California’s budget passed in June included $152 million to help child-care providers affected by closings if they can provide distance learning services to children. Illinois set aside $270 million to help distressed child-care operations.
Rep. Micaela Lara Cadena, a Democrat from Mesilla, one of only two New Mexico state legislators with children at home, said more needs to be done to reopen child-care centers and schools so life can return to normal for mothers like herself.
“This has fundamentally changed and disrupted the lives of working mothers. It’s going to take a lot of work to catch up and regain our position in the workplace,” said Lara Cadena, 37, who works at home both as a lawmaker and a magazine research director, while supervising two daughters, ages 13 and 9.
She feels fortunate to work for a female-owned company that already provides flexible schedules so she hasn’t had to lose work hours.
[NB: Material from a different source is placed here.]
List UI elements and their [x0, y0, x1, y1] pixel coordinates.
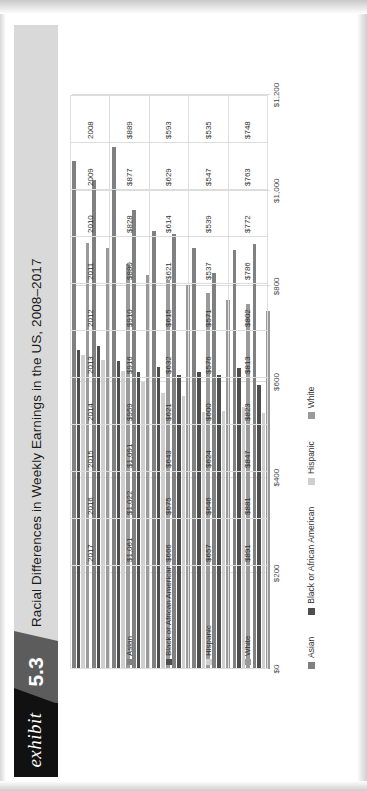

Her partner, the father of her children, has often been on the road this school year for film industry projects.
Internet connections are crucial both for her work and her daughters’ schoolwork, she said.
But with only the bandwidth from a dial-up connection, she has to drop out of legislative committee meetings when her children need to do schoolwork. In the spring, one teacher held his Zoom meeting with students in a McDonald’s parking lot for lack of home internet access, she said.
Her new chores include going to one child’s school to pick up torn-out pages of a math book for daily lessons since the school is not allowed to send the textbook home. Pressing an online “Done!” button for assignments rarely works, so she has to help her younger daughter craft an e-mail with a screenshot of the finished work.
“This is not the district’s fault. The educators, the children, the parents are all trying to deal with this unknown technology,” Lara Cadena said. “We now spend twice as long trying to turn in the work as we do actually learning.”
If working women continue to suffer losses, the current recession could mark a long-term setback. Just as the Great Recession forced older men into early retirement, this recession could be a setback for women with children, said Diane Lim, an economist and adjunct professor at George Washington University in Washington, D.C.
“I can imagine a lot of working moms not being able to effectively keep working while their school-aged kids are stuck home with them, saying ‘Well, I guess I’m a stay-at-home mom now,’” Lim said.